Aug 7, 2007, News Report
Found in: Wireless / Mobile / Broadband
The FCC required CMRS carriers to provide roaming services to other carriers upon reasonable request and on a just, reasonable, and non-discriminatory basis under Sections 201 and 202 of the Communications Act. When a reasonable request is made by a technologically compatible CMRS carrier, a host CMRS carrier must provide automatic roaming to the requesting carrier outside of the requesting carrier's home market. The FCC also decided to maintain its existing manual roaming requirement, which requires CMRS providers to permit customers of other carriers to roam manually on their networks, for example by supplying a credit card number, provided that the roamers' handsets are technically capable of accessing the roamed-on network.

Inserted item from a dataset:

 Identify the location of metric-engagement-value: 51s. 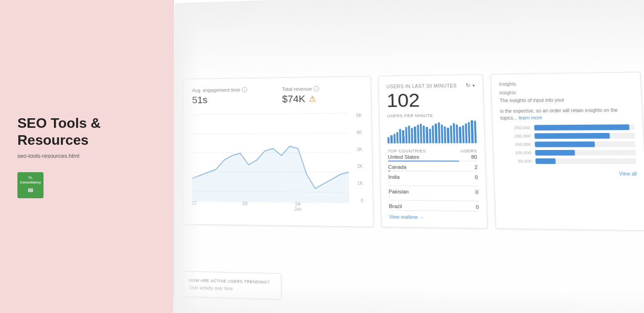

The common carrier obligation to provide roaming extends to real-time, two-way switched voice or data services that are interconnected with the public switched network and utilize an in-network switching facility that enables the provider to reuse frequencies and accomplish seamless hand-offs of subscriber calls. The FCC also extended the automatic roaming obligation to "Push-to-Talk" and text messaging services, and sought comment on whether the roaming obligation should be extended to services that are classified as information services or to services that are not CMRS.
In the current wireless marketplace, CMRS consumers increasingly rely on mobile telephony services and reasonably expect to continue their wireless communications even when they are out of their home network area, and today's decision will provide additional flexibility for consumers.